Dream of teachers who teach for life and not for a living. Dream of doctors who are concerned more about public health than private wealth. Dream of lawyers more concerned about justice than a judgeship. Dream of preachers who are concerned more about prophecy than profiteering. Dream on the high road with sound values .
Don’t surrender and don’t give up. Why can I challenge you this way? “Jesse Jackson, you don’t understand my situation. You be on television. You don’t understand. I see you with the big people. You don’t understand my situation.” I understand. You’re seeing me on TV but you don’t know the me that makes me, me. They wonder why does Jesse run, because they see me running for the White House. They don’t see the house I’m running from .

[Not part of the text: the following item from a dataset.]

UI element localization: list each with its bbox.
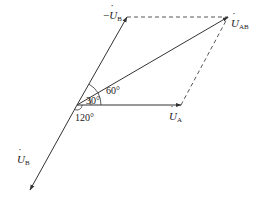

I have a story. I wasn’t always on television. Writers were not always outside my door. When I was born late one afternoon, October 8th, in Greenville, S.C., no writers asked my mother her name. Nobody chose to write down our address. My mama was not supposed to make it. And I was not supposed to make it. You see, I was born to a teen-age mother who was born to a teen-age mother .
I understand. I know abandonment and people being mean to you, and saying you’re nothing and nobody, and can never be anything. I understand. Jesse Jackson is my third name. I’m adopted. When I had no name, my grandmother gave me her name. My name was Jesse Burns until I was 12. So I wouldn’t have a blank space, she gave me a name to hold me over. I understand when nobody knows your name. I understand when you have no name. I understand .
I wasn’t born in the hospital. Mama didn’t have insurance. I was born in the bed at home. I really do understand. Born in a three-room house, bathroom in the backyard, slop jar by the bed, no hot and cold running water. I understand. Wallpaper used for decoration? No. For a windbreaker. I understand. I’m a working person’s person, that’s why I understand you whether you’re black or white .
I understand work. I was not born with a silver spoon in my mouth. I had a shovel programmed for my hand. My mother, a working woman. So many days she went to work early with runs in her stockings. She knew better, but she wore runs in her stockings so that my brother and I could have matching socks and not be laughed at at school. I understand. At 3 o’clock on Thanksgiving Day we couldn’t eat turkey because mama was preparing someone else’s turkey at 3 o’clock. We had to play to entertain ourselves and then around 6 o’clock she would get off the Alta Vista bus; then we would bring up the left-overs and eat our turkeyāleftovers, the carcass, theā¦
We must feed the children and the hungry. We must house the homeless. We must put America back to work. We must keep hope alive. Keep hope alive. Keep hope alive. Keep hope alive.